I could not have invented a costume that would have been more suitable, that would better have expressed my state of renewed girlhood or youth. I was surprised that the deck was completely deserted and that the wind had fallen. It was, by clock time, before dinner as I had gone to the stateroom to change as usual. Perhaps in the stateroom I had thrown myself down on my bunk to rest for a few minutes before undertaking the arduous task of unearthing fresh clothes from the suitcase. It was a small cabin but the best on the boat. But the boat was not officially a traveling vessel. There had been double rows of partitioned bunks run up, one imagined, for convenience of the few travelers taken on as a special privilege (at that time, sailing accommodations had to be booked months or even years in advance). There was, as I remember, perhaps one hook on the door. In any case, it was very rough. Perhaps I had thrown myself down on the bunk for a few minutes’ rest before changing.

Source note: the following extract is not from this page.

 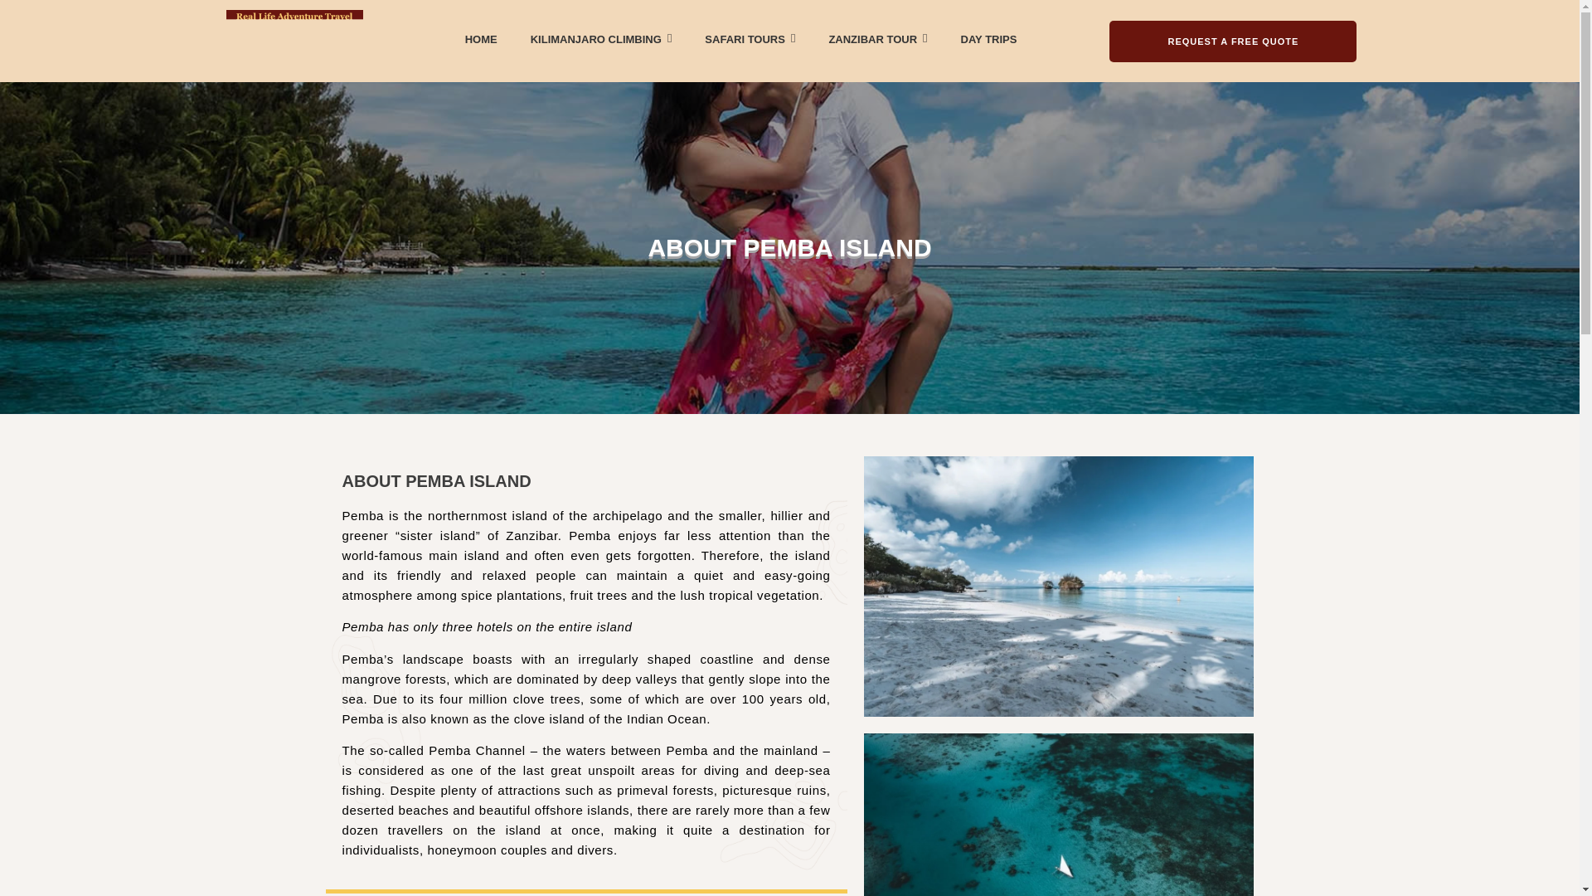 I want to click on HOME, so click(x=481, y=39).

Perhaps I was there in the bunk, normally resting, when I climbed the now level flight of steps to the upper deck. Well, it was quiet. But the fresh air was stimulating, a fresh tang, a fresh taste though it had all been a sort of breath of resurrection anyway, since we sailed down the river on that late afternoon of early February 1920.

Still the deck was, considering all things, in some special way swept you might say and garnished. There were no odd deck chairs about, no boy stooping to rescue cushions or assemble forgotten rugs. To be sure, there had not been many people on deck when we had parted with Dr. Ellis, that few minutes ago.